The Practice Of Love, the seventh album from Norwegian vocalist/writer/musician/producer Jenny Hval, is an intoxicatingly multi-layered work that seems to envelope you from its opening notes. It is intimately earthy, ecstatic, and sometimes unsettling; it arguably evokes a vivid sense of performance – so it’s perhaps surprising to hear that Hval wasn’t thinking about live sets at all when she was originally creating the album.
‘When I wrote and recorded my previous album, Blood Bitch (2016), I had thoughts about scenes and movements and colours all the time, but for this one I was only thinking of words and some kind of fog,’ says Hval. She adds that when she did begin to shape tonight’s live set based on The Practice Of Love, its abstract, collaborative themes (‘communication, community, writing, hands and earth’) flowed quite swiftly: ‘Developing the piece has been a bit like dreaming, but with others.’
The voices on The Practice Of Love, in addition to Hval’s own beautifully lucid expressions, include vocalist/keyboardist Vivian Wang (formerly of Singaporean experimental rockers The Observatory), French musician Félicia Atkinson, and Australian folk/classical artist Laura Jean; they emerge, interlaced through the track-listing, and collectively on the exhilarating ‘Six Red Cannas’.
‘I am drawn to people I like, so collaborations usually happen in a very organic way,’ she explains. ‘I work with friends and people I admire in their own right because of their ideas. Which is why I sometimes have very eclectic bands or instrumentation. Like, I have two people doing performance and one person handling all instruments, or I have someone recreating synth effects with vocals. For me, it's about the person and their ideas.’
Hval’s musical language (as a solo artist, a group player, or under pseudonyms such as Rockettothesky) has always been expansive. On The Practice Of Love, electronic dance and trance music elements give tracks such as ‘Ashes To Ashes’ an unusually clubby, catchy hook; at the same time, she draws out the elegiac quality of these contemporary styles.
‘I have always had a complex relationship with the ‘90s electronic scene,’ she admits. ‘I was a bit too young for the rave scene, and also at the time I was drawn to other things… Looking back, though, there are a lot of cross-overs from rave to dance pop hits of the mid-‘90s, which I loved. At the time, I wanted to be a dancer, and then I suddenly got into music and books.
‘It's interesting to see, looking back, how I went from listening to N-Trance to Deathprod within the timespan of two years when I was a teenager. I went from being a euphoric listener to an investigator of sound (and language). I think both of these aspects are important to me now. It's the mix of these elements that I find interesting. And hopefully this mix creates a very personal language.’
Hval has previously described The Practice Of Love’s deeply atmospheric environment as ‘a fantastical forest’: an imaginative leap away from the album’s real-life backdrop (‘I record in a small space above a bike shed in a backyard in Oslo’). Still, that fantastical realm flourished as Hval began to experiment with new writing, at the same time that her co-producer Lasse Marhaug was planning his first film:
‘I wrote something, suggested by Lasse, that was going to be about a sleep ritual in the forests of northern Norway, forests that were never claimed by a Christian king back when the country was ‘christened’,’ says Hval. ‘Vivian Wang recorded this narrative text for the film, but the film was never made. I fell in love with the recording and created ‘Lions’ (the opening number on The Practice Of Love) in response. I wrote a lot about forests elsewhere, too. I guess I take an interest in nature mainly through writing. That sounds a bit sad, doesn't it?’
Not at all; on The Practice Of Love, it sounds like a thrilling rush to the head and the heart – and at tonight’s performance, its narratives, soundscapes and fables spring to life through a blend of music from the album with guest performers including Wang, Orfee Schuijt’s dance choreography and film visuals.
Hval deliberates: ‘I think the main focus of the show is “craft” and "hands". "Making stuff". Or,’ she decides: ‘”making stuff together"’.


> **TASK TO COMPLETE**:
Look through the data below. Show each line where the string "with" occurs.

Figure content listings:

______

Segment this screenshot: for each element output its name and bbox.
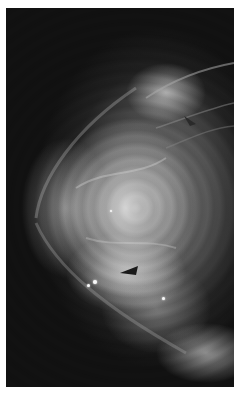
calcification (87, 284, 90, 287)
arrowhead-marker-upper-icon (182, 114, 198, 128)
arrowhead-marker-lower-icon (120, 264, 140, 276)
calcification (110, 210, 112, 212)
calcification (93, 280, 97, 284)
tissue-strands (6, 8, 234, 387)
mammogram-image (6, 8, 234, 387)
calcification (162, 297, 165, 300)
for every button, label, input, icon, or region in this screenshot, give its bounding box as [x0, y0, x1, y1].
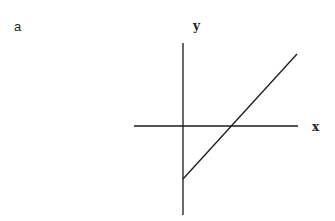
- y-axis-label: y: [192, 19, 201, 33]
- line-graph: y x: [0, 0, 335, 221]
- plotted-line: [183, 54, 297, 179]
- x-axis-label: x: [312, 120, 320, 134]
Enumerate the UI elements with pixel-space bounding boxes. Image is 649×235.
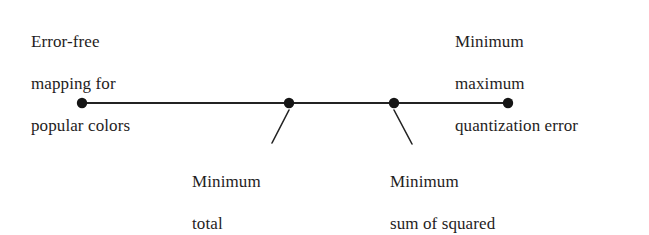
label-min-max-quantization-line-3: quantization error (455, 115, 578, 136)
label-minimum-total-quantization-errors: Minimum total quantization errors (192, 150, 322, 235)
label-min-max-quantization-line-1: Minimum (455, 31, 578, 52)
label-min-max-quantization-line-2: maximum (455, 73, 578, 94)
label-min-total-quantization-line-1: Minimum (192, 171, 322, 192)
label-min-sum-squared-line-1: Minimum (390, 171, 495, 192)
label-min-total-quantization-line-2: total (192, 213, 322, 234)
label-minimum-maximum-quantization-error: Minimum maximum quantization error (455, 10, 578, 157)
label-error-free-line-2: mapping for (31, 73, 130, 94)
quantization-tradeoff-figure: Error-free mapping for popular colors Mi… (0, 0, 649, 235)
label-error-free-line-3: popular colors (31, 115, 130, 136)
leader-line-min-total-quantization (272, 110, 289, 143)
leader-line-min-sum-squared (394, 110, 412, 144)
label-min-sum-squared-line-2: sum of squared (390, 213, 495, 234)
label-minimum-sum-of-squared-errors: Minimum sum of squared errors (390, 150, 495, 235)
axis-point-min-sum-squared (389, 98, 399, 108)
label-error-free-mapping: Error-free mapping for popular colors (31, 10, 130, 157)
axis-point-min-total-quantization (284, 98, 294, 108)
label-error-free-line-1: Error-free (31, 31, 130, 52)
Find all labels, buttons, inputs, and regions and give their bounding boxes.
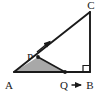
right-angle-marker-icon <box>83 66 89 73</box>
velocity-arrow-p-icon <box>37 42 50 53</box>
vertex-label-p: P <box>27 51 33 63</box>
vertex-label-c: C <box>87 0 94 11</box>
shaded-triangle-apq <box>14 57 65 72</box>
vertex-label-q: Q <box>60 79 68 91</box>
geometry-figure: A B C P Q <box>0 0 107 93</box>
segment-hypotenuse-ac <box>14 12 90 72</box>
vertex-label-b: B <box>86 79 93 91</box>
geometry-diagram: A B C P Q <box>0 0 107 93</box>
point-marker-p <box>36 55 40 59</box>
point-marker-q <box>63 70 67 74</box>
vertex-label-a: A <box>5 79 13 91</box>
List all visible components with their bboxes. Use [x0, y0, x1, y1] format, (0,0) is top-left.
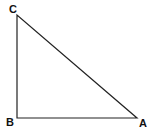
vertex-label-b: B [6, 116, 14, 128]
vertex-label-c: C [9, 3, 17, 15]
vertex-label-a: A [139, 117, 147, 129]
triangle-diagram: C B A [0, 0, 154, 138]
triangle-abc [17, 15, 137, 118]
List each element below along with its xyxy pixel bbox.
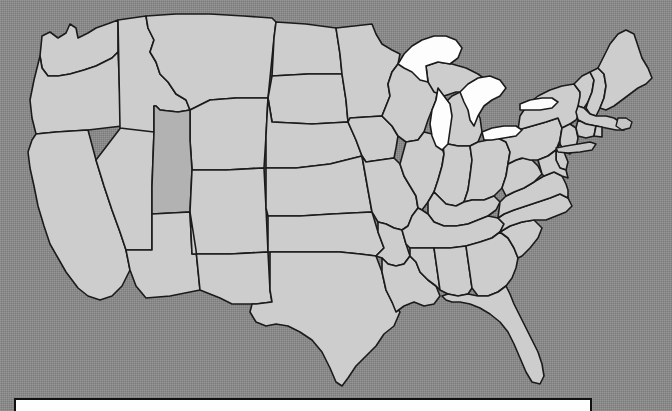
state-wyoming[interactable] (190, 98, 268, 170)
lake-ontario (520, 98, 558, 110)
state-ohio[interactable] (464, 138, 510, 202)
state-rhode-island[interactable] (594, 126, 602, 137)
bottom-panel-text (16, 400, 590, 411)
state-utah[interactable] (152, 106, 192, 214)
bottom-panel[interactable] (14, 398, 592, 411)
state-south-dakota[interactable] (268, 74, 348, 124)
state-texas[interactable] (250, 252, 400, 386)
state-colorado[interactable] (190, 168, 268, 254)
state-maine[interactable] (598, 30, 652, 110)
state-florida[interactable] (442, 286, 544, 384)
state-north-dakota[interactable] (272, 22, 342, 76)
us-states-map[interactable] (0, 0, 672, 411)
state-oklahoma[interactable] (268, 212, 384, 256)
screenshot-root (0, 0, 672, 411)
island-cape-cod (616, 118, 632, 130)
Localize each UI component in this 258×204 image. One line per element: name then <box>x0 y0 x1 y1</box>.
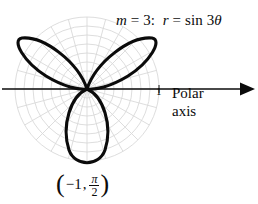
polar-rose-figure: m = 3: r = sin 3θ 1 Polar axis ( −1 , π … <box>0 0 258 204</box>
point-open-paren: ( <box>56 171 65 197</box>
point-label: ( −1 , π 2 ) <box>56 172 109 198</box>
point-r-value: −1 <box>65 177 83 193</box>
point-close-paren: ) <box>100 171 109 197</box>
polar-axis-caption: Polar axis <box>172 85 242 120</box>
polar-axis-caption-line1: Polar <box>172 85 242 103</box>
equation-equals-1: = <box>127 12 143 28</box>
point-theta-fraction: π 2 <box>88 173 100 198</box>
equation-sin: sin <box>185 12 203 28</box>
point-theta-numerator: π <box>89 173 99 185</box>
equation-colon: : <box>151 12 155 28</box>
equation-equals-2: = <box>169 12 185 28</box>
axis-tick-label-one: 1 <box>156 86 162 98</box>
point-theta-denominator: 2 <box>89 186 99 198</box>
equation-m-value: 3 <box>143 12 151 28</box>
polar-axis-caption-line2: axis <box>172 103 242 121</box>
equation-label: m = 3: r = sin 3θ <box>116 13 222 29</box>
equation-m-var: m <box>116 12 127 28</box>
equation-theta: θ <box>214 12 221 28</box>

______

> **RESULT**:
Enumerate the UI elements with pixel-space bounding boxes. Image is 649×235.
List all visible components with their bboxes. Use [x0, y0, x1, y1] format, (0,0) is top-left.
List each element below along with its xyxy pixel bbox.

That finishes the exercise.